» Data:

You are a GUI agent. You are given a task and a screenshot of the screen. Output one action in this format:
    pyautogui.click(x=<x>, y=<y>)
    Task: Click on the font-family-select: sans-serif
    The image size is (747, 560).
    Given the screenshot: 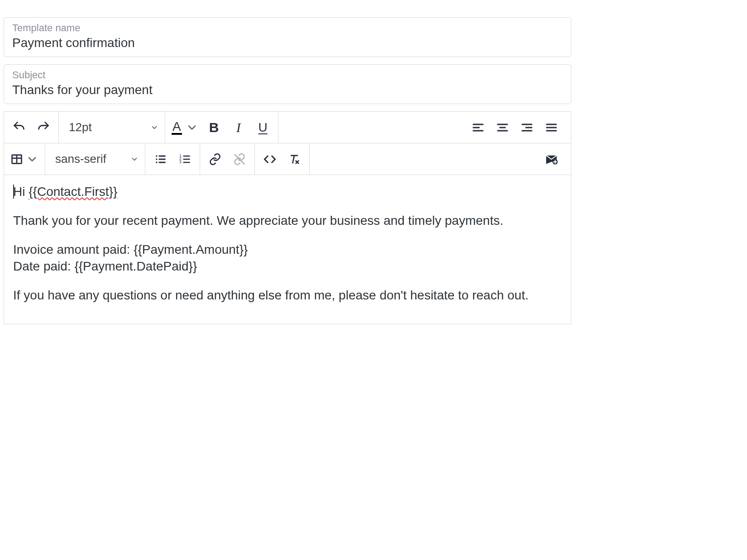 What is the action you would take?
    pyautogui.click(x=95, y=159)
    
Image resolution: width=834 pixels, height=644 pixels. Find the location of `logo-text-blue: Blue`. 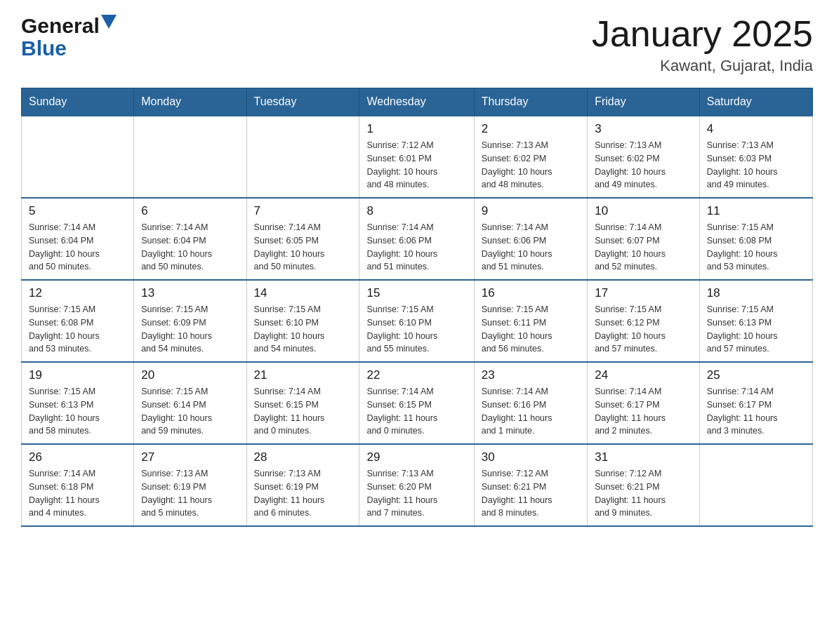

» Task objective: Starting at the top of the listing above, repeat every line exactly until the line that contains "The image size is (747, 560)." has been repeated too.

» Exercise answer:
You are a GUI agent. You are given a task and a screenshot of the screen. Output one action in this format:
    pyautogui.click(x=<x>, y=<y>)
    Task: Click on the font-family-select: sans-serif
    The image size is (747, 560).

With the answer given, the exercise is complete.